Jacques Palais Big Horn -
The Jacques Palais Big Horn refers to a specific issue (often cited in catalogues as "Palais No. 47" or "Le Grand Cornu"). The piece is instantly recognizable. It typically measures between 90mm and 180mm in diameter, making it a "plaquette" or large medallic round.
To understand the horn, you must first understand the man. Jacques Palais was a mid-20th-century French-born adventurer, industrialist, and, most importantly, a relentless hunter of the world’s most challenging ungulates. Unlike the aristocratic hunters of the British Empire, Palais was a continental European hunter who specialized in extreme terrain.
Active primarily during the 1950s and 1960s, Palais was among the first Western hunters to systematically pursue the wild sheep of Central Asia. While most of his contemporaries were focused on the Rocky Mountain bighorn or the Desert bighorn of Mexico, Palais set his sights on the "Big Horns" of the Himalayas and the Altai Mountains.
His name became synonymous with the Marco Polo argali (Ovis ammon polii) and the Altai argali, but it was one specific hunt—one specific ram—that would immortalize him. That hunt produced the specimen now known exclusively as the Jacques Palais Big Horn. jacques palais big horn
If you are a hunting historian or a collector looking to verify the authenticity of a potential "Palais" specimen, be aware of the following markers:
Why has this specific piece exploded in value over the last decade? Three factors drive the Jacques Palais Big Horn market:
The story, pieced together from faded hunting journals and secondhand accounts, places the hunt in the late summer of 1963. The location was the remote Altai Mountains, straddling the border between Mongolia, China, and the then-Soviet Union. This was a "no-man's land" of brutal winds, thin oxygen, and valleys that had never seen a wheel. The Jacques Palais Big Horn refers to a
Palais, accompanied by a small team of Mongolian guides and a single Russian translator, spent 21 days at altitudes exceeding 14,000 feet. The objective was the Altai argali (Ovis ammon ammon), a subspecies known for the thickest, heaviest horns in the entire sheep family.
On the 22nd day, they spotted him. Locals called him the "Ghost of the White Pass." The ram was standing alone on a shale slide, silhouetted against the morning sun. Even at 400 yards, Palais later wrote, "He did not look real. His horns were not crescents; they were massive battering rams, curling so wide you could see both tips from the front."
The shot was made at 350 meters with a 7mm Remington Magnum. The ram fell, rolled 100 feet down the scree, and came to rest in a dry creek bed. When Palais reached the animal, he reportedly sat down and wept. He knew he had taken something beyond a trophy—he had taken a biological anomaly. It typically measures between 90mm and 180mm in
Through limited pedigree tracing (available via equine databases like AllBreedPedigree.com or SporthorseData), horses with "Big Horn" in their bloodline tend to appear in the pedigrees of:
Is it truly an Altai argali, or is it a hybrid? Some biologists argue that the horn shape (specifically the flare of the tips) is more consistent with the Marco Polo sheep, which has longer, more sweeping horns but thinner bases. Palais insisted it was a true Altai "Big Horn," but without DNA evidence (the original skull was lost in a fire in the 1970s), the debate rages on.
As the fur trade declined in the 1850s due to the collapse of the beaver hat market, many mountain men settled down. Jacques Palais was among those who transitioned from a nomadic trapper to a settler.
He eventually established a homestead near the Little Bighorn River, situated in the valley that would later become infamous as the site of Custer's Last Stand (1876). Living in such a volatile region was dangerous; settlers like Palais lived on the sufferance of the local tribes.
Historical Anecdote: One of the few surviving records of Palais describes him as living in a small cabin near the confluence of the Little Bighorn. During the ramp-up to the Sioux Wars, many white settlers were forced to flee. Palais, however, was known to have maintained relatively good relations with the Crow, often acting as a middleman. When the military campaigns began in earnest, his intimate knowledge of the Big Horn terrain was sought after by army scouts, though he was largely retired by the time of the Great Sioux War.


Each record that follows should be repeated exactly, minus any images.

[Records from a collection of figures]
== Segment start ==
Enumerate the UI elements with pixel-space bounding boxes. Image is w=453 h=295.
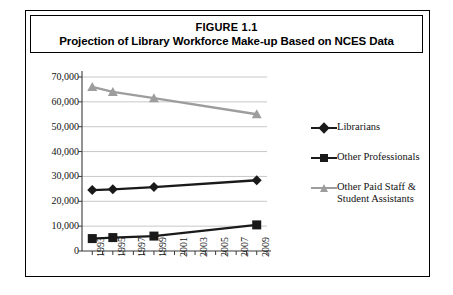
x-tick-label: 1993 <box>96 237 106 257</box>
x-tick-label: 2003 <box>199 237 209 257</box>
x-tick-label: 1999 <box>158 237 168 257</box>
x-tick-label: 2005 <box>220 237 230 257</box>
data-point-marker <box>87 82 97 91</box>
x-tick-label: 1997 <box>137 237 147 257</box>
x-tick-label: 1995 <box>117 237 127 257</box>
data-point-marker <box>87 185 97 195</box>
data-point-marker <box>252 220 261 229</box>
legend-item-librarians: Librarians <box>311 121 431 134</box>
figure-number: FIGURE 1.1 <box>196 20 258 34</box>
figure-title-box: FIGURE 1.1 Projection of Library Workfor… <box>30 15 423 53</box>
legend-label-line2: Student Assistants <box>337 193 414 204</box>
x-tick-label: 2007 <box>240 237 250 257</box>
series-line-2 <box>92 87 256 114</box>
data-point-marker <box>149 182 159 192</box>
diamond-marker-icon <box>318 122 329 133</box>
chart-legend: Librarians Other Professionals Other Pai… <box>311 121 431 222</box>
x-tick-label: 2001 <box>179 237 189 257</box>
legend-label-librarians: Librarians <box>337 121 380 133</box>
legend-label-other-professionals: Other Professionals <box>337 151 420 163</box>
legend-label-other-paid-staff: Other Paid Staff & Student Assistants <box>337 181 416 205</box>
figure-frame: FIGURE 1.1 Projection of Library Workfor… <box>25 10 430 277</box>
legend-item-other-paid-staff: Other Paid Staff & Student Assistants <box>311 181 431 205</box>
legend-swatch-librarians <box>311 122 337 134</box>
data-point-marker <box>108 184 118 194</box>
legend-swatch-other-paid-staff <box>311 182 337 194</box>
legend-swatch-other-professionals <box>311 152 337 164</box>
square-marker-icon <box>320 154 328 162</box>
page-title: Projection of Library Workforce Make-up … <box>59 34 394 49</box>
chart-plot-area: 010,00020,00030,00040,00050,00060,00070,… <box>26 53 428 275</box>
legend-label-line1: Other Paid Staff & <box>337 181 416 192</box>
triangle-marker-icon <box>320 184 328 192</box>
x-tick-label: 2009 <box>261 237 271 257</box>
legend-item-other-professionals: Other Professionals <box>311 151 431 164</box>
== Segment end ==
__Solution to this exercise__
Enumerate the UI elements with pixel-space bounding boxes. Image is w=453 h=295.
x-tick-label: 1993 <box>96 237 106 257</box>
x-tick-label: 2003 <box>199 237 209 257</box>
x-tick-label: 1999 <box>158 237 168 257</box>
x-tick-label: 2005 <box>220 237 230 257</box>
data-point-marker <box>87 82 97 91</box>
x-tick-label: 1997 <box>137 237 147 257</box>
x-tick-label: 1995 <box>117 237 127 257</box>
data-point-marker <box>87 185 97 195</box>
data-point-marker <box>252 220 261 229</box>
legend-item-librarians: Librarians <box>311 121 431 134</box>
figure-number: FIGURE 1.1 <box>196 20 258 34</box>
figure-title-box: FIGURE 1.1 Projection of Library Workfor… <box>30 15 423 53</box>
legend-label-line2: Student Assistants <box>337 193 414 204</box>
x-tick-label: 2007 <box>240 237 250 257</box>
series-line-2 <box>92 87 256 114</box>
data-point-marker <box>149 182 159 192</box>
diamond-marker-icon <box>318 122 329 133</box>
chart-legend: Librarians Other Professionals Other Pai… <box>311 121 431 222</box>
x-tick-label: 2001 <box>179 237 189 257</box>
legend-label-librarians: Librarians <box>337 121 380 133</box>
legend-label-other-professionals: Other Professionals <box>337 151 420 163</box>
legend-label-other-paid-staff: Other Paid Staff & Student Assistants <box>337 181 416 205</box>
figure-frame: FIGURE 1.1 Projection of Library Workfor… <box>25 10 430 277</box>
legend-item-other-paid-staff: Other Paid Staff & Student Assistants <box>311 181 431 205</box>
legend-swatch-librarians <box>311 122 337 134</box>
data-point-marker <box>108 184 118 194</box>
legend-swatch-other-paid-staff <box>311 182 337 194</box>
legend-swatch-other-professionals <box>311 152 337 164</box>
square-marker-icon <box>320 154 328 162</box>
page-title: Projection of Library Workforce Make-up … <box>59 34 394 49</box>
chart-plot-area: 010,00020,00030,00040,00050,00060,00070,… <box>26 53 428 275</box>
legend-label-line1: Other Paid Staff & <box>337 181 416 192</box>
triangle-marker-icon <box>320 184 328 192</box>
x-tick-label: 2009 <box>261 237 271 257</box>
legend-item-other-professionals: Other Professionals <box>311 151 431 164</box>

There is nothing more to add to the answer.